State of Wisconsin v. J.L.A., 2023AP424, District I, 6/27/23, 1-judge decision ineligible for publication; case activity (briefs not available)

In a TPR appeal with a typically tragic fact pattern, the court of appeals defers to the circuit court’s decision to terminate “Julia’s” parental rights.

Here, the State successfully obtained an order terminating Julia’s parental rights with respect to her three-year old daughter, “Emma,” who was born suffering the effects of opiate withdrawal. (¶2). On appeal, Julia argues the circuit court erred in terminating her parental rights. (¶1). Her arguments are unavailing.

First, Julie argues that there was insufficient evidence to support the court’s termination order. Treating the dispositional hearing as a court trial, COA indicates that it is bound by the lower court’s findings of fact unless they are clearly erroneous. (¶23). Whether that evidence is sufficient to justify termination, however, is a question of law reviewed de novo. (Id.). COA finds ample justification for the termination order in the testimony of a case manager, who described numerous concerns about Julia’s ability to keep Emma safe, including safe from her father, “Joseph,” also a drug user. (¶¶24-25).

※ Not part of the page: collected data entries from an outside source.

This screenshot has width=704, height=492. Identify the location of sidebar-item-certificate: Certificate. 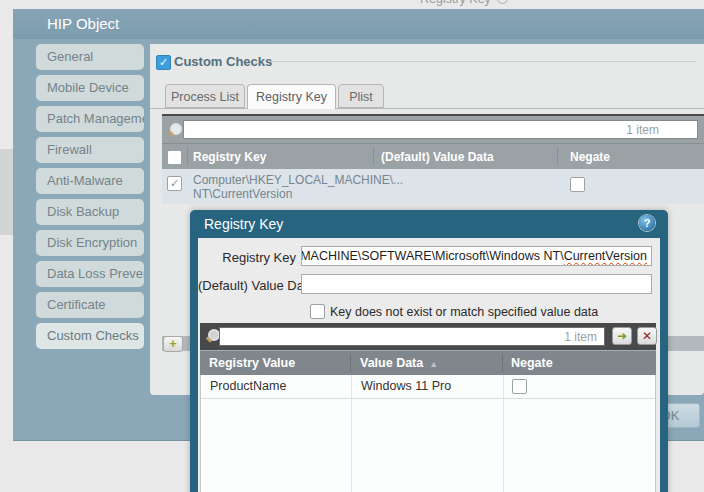
(90, 305).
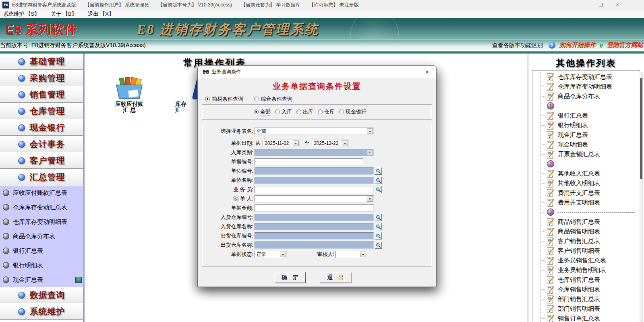  Describe the element at coordinates (586, 63) in the screenshot. I see `other-operations-heading: 其他操作列表` at that location.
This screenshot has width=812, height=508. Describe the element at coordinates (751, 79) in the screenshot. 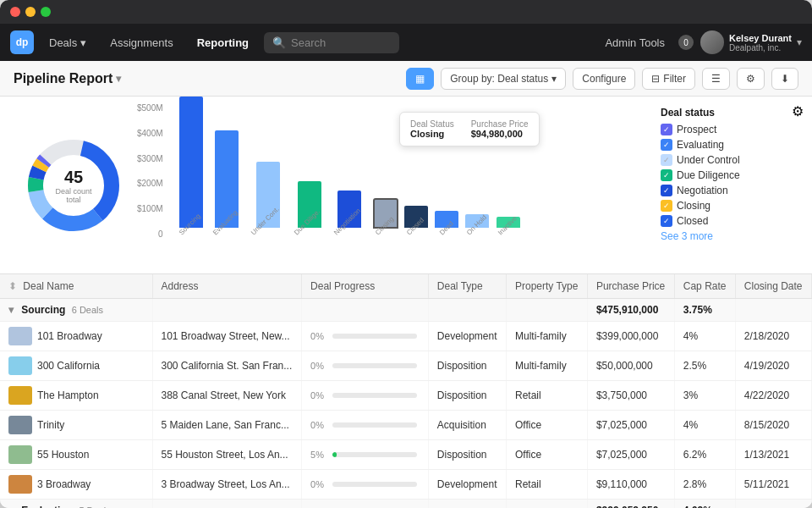

I see `settings-button: ⚙` at that location.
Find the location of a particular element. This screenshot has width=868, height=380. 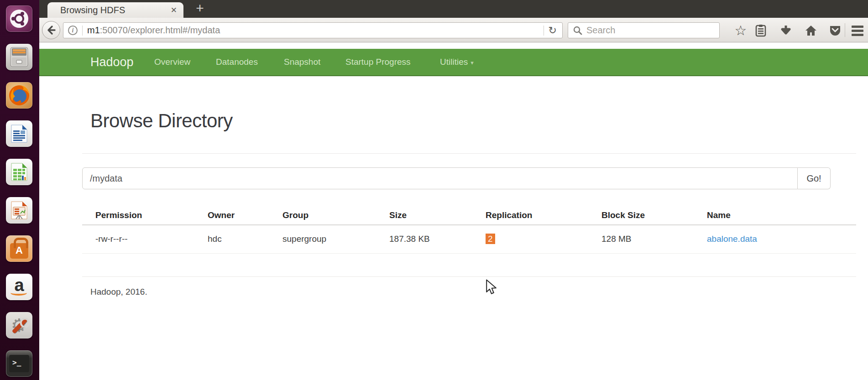

col-name: Name is located at coordinates (775, 215).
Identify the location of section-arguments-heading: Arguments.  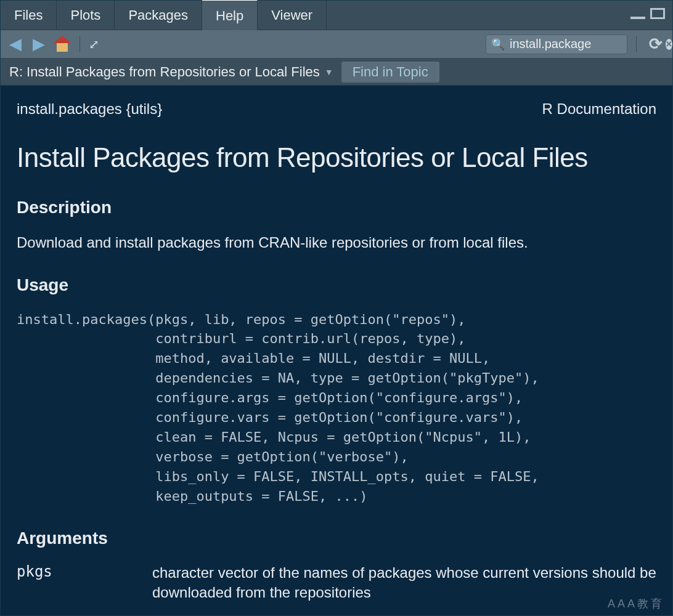
(336, 538).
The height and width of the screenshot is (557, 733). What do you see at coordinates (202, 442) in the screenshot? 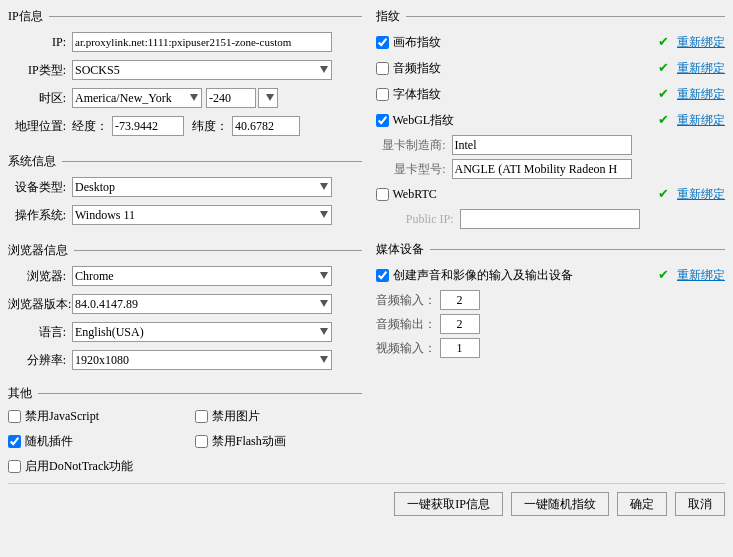
I see `disable-flash-checkbox` at bounding box center [202, 442].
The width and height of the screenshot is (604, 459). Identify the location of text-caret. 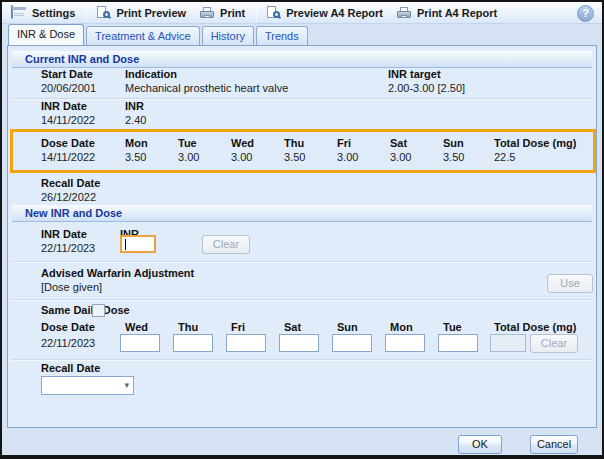
(126, 244).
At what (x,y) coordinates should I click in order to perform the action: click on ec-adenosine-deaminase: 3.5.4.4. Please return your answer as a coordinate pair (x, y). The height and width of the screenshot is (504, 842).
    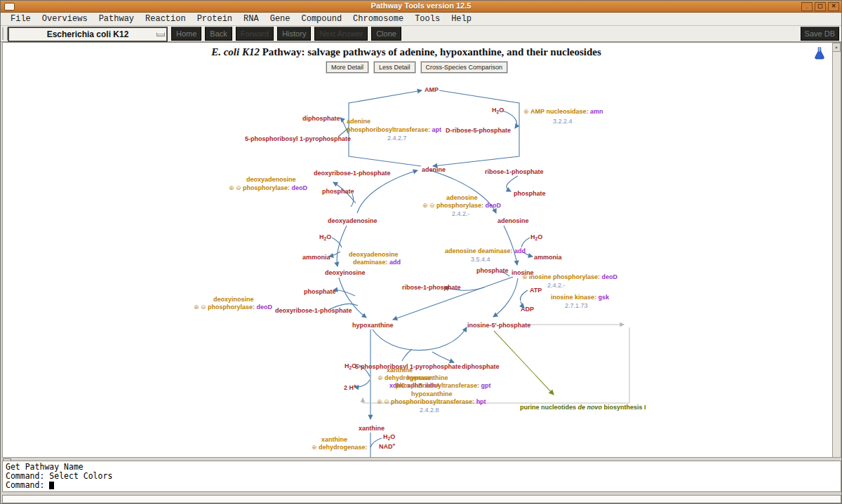
    Looking at the image, I should click on (481, 259).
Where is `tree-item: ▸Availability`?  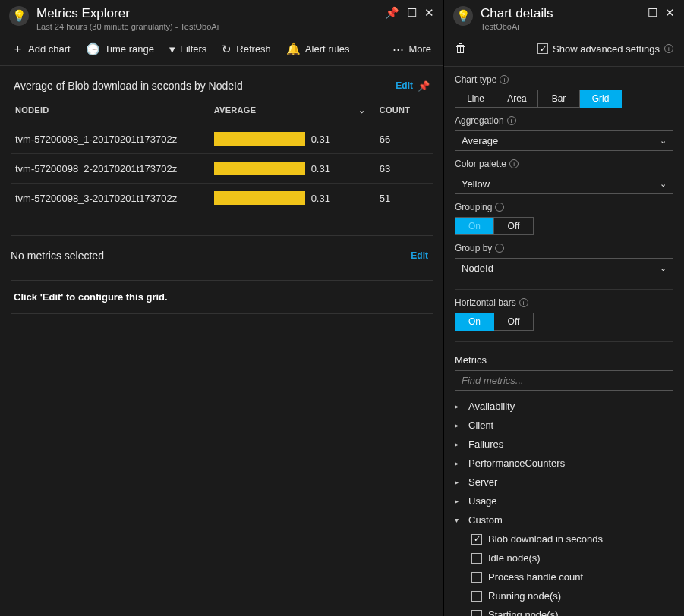
tree-item: ▸Availability is located at coordinates (564, 407).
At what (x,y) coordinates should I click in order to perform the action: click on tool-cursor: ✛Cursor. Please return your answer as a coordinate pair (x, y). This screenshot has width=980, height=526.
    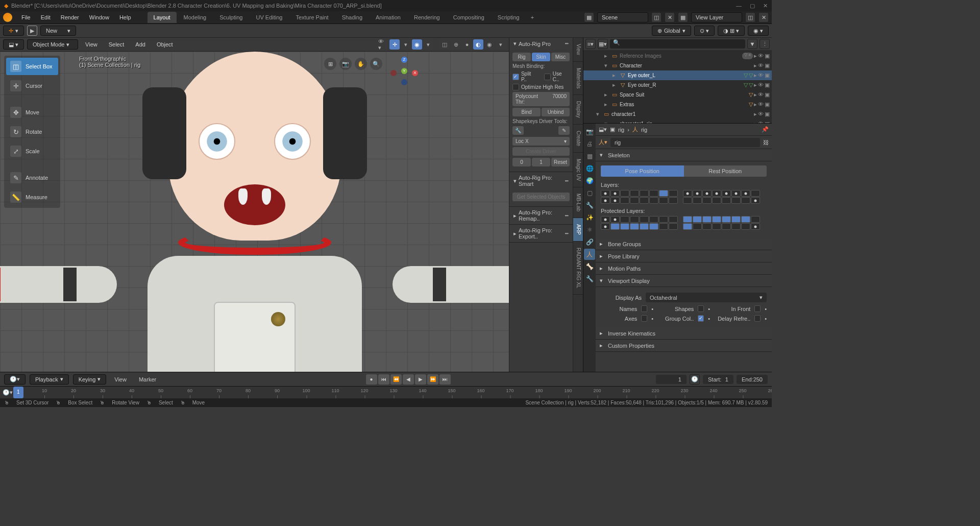
    Looking at the image, I should click on (32, 86).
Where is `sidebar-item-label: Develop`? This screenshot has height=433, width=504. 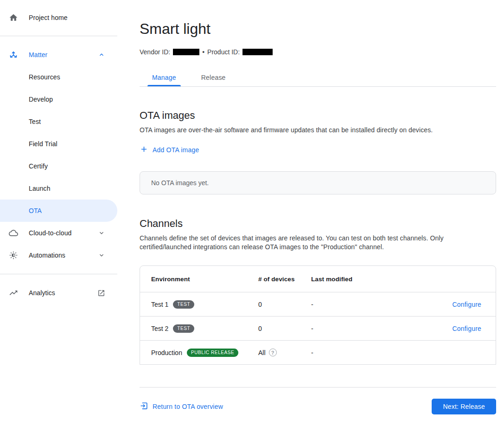 sidebar-item-label: Develop is located at coordinates (41, 99).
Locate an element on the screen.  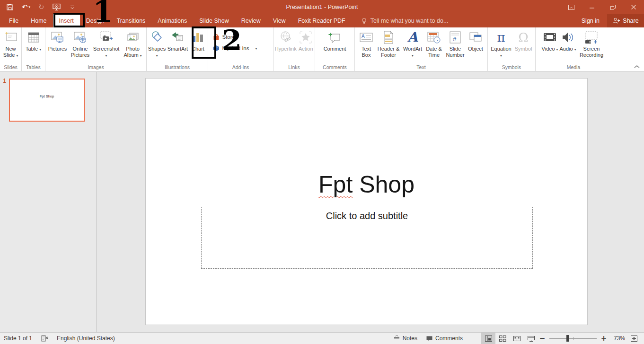
pictures-label: Pictures is located at coordinates (58, 49).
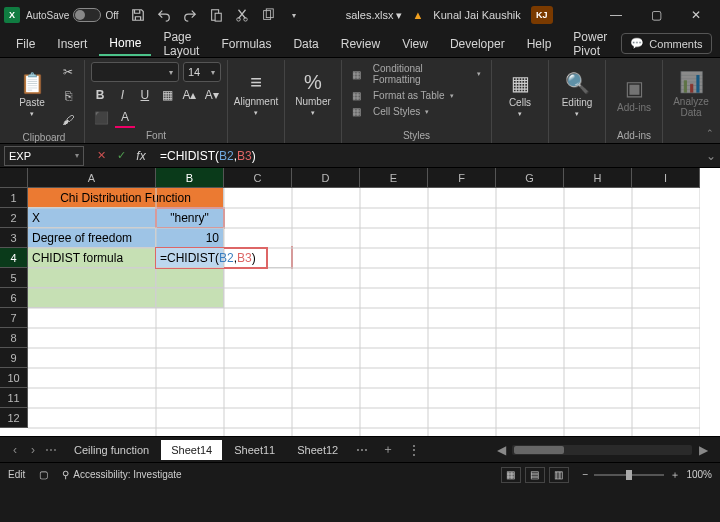  Describe the element at coordinates (696, 15) in the screenshot. I see `close-button: ✕` at that location.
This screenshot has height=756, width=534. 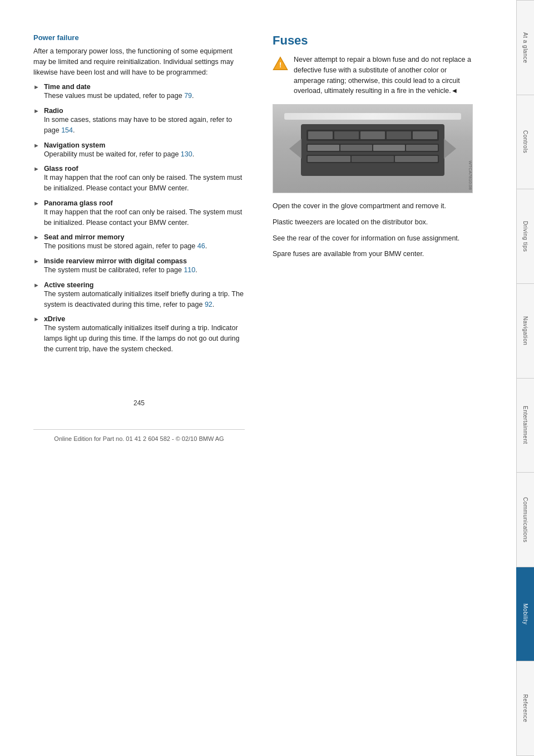 What do you see at coordinates (145, 121) in the screenshot?
I see `list-content-radio: Radio In some cases, stations may have t…` at bounding box center [145, 121].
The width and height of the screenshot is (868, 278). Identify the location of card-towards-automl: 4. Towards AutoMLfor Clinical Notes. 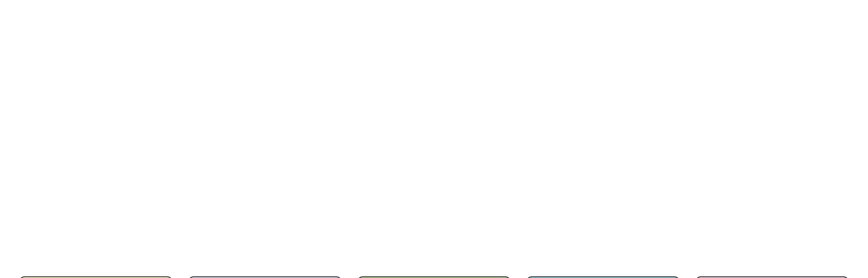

As to the circuit court’s discretionary weighing of the dispositional factors under § 48.426(3), COA is likewise satisfied that the circuit court’s oral ruling reflects sufficient consideration of those statutory requirements. (¶26). And, while Julie asserts that the circuit court placed too much weight on one factor, that argument fails because the weight assigned to each factor is for the circuit court, in its discretion, to determine. (¶27). Finally, Julia makes a novel argument that the circuit court “impermissibly intertwined the consideration of her parental rights and Joseph’s parental rights”, thereby depriving her of an individualized adjudication. (¶28). Under a discretionary standard of review this argument also fails, as “the record reflects” a proper exercise of individualized discretion. (¶28). Not only is the circuit required to defer to the circuit court’s judgment, it also claims to be required to assume the court impartially applied the law. (¶30). With these forbidding legal assumptions at play, Julia’s appeal is DOA in District I.